Of course, we are only at the beginning. For the more we study the subject the
more we realize how inherently complicated it must be. In advanced physics it is
found that you cannot observe the electron without altering it, for the ray of
light, without which you cannot see it, must upset it. The same difficulty, but
in a more acute degree, must turn up in advanced psychology, in psychics, for
you cannot observe a mental state without altering it. Probably all psychical
phenomena are subject to this very awkward disturbance. Still, as physics
manages to advance among the too sensitive electrons, so psychical research may
manage now to advance in its still stranger exploration of rarer and even less
understood forces. That, then, is the line this inquiry will take. It will start
by making no assumptions. Mr. Besterman, in 'How Psychical Research is Done,'
will tell you how a number of researchers to-day is attempting to use scientific
apparatus and carefully thought out tests to collect evidence of rare faculties
and happenings. He will also tell you how water-divining has been tested and
brought to light. The question naturally arises whether some of these rare
powers could be explained by modern scientific theories of radiation. So in the
succeeding talk Lord Charles Hope will deal with rare happenings which seem to
take place round rare human subjects. Many of the people who claim these powers
are both odd and simple-minded. Could they have special endowments? Savages have
been said to have such powers: so anthropology, the scientific study of savage
races, may throw light here. Professor Seligman will therefore tell you
something about primitive people's practices, magic, etc., and in the succeeding
talk he will, as a physician, link this up with our new knowledge of the back of
our own minds, the primitive side of us which survives in all of us still. We
shall then be ready to listen to further evidence of strange mental powers.
First the evidence for telepathy, for minds being able to communicate without
any physical means. That will be given by Mrs. Salter, who has studied this
matter very fully. Then, further evidence of dreams and prevision, as an
extension of powers of which telepathy is an example, will be given by Dame
Edith Lyttelton. After that Sir Ernest Bennett will tell us about ghosts and
haunted houses, and Sir Oliver Lodge can then put before us in the light of all
these reports the question: 'Do we Survive?' As a summing up, a Professor of
Philosophy, Dr. C. D. Broad, will tell us what are his conclusions. This is very
important.
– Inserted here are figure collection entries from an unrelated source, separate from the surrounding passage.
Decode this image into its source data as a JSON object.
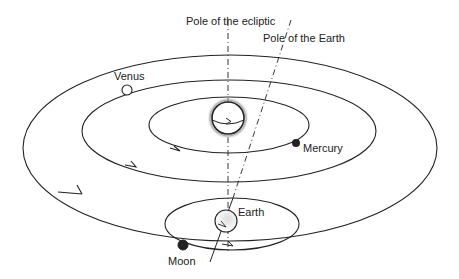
{
  "labels": {
    "pole_ecliptic": "Pole of the ecliptic",
    "pole_earth": "Pole of the Earth",
    "venus": "Venus",
    "mercury": "Mercury",
    "earth": "Earth",
    "moon": "Moon"
  },
  "colors": {
    "line": "#222222",
    "background": "#ffffff"
  },
  "bodies": [
    "Sun",
    "Mercury",
    "Venus",
    "Earth",
    "Moon"
  ],
  "axes": [
    "Pole of the ecliptic",
    "Pole of the Earth"
  ]
}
Quite a number of famous physical scientists have been convinced by
this evidence. The answer against accepting their evidence as decisive is - they
were specialists, and, outside their own subject, they were easily misled. All
right. Let us hear the present conclusion of the whole matter from a man whose
job it is to show how to think clearly, test evidence and arrive at sound
conclusions. I think in the end we shall find our minds widened and, whatever
conclusion we arrive at about psychical research today, we shall realize that
our deepest knowledge now will look like ignorance tomorrow.
Note:
The above article was taken from Theodore Besterman's (ed.) "Inquiry into
the Unknown. A BBC Symposium" (London: Methuen & Co., 1934).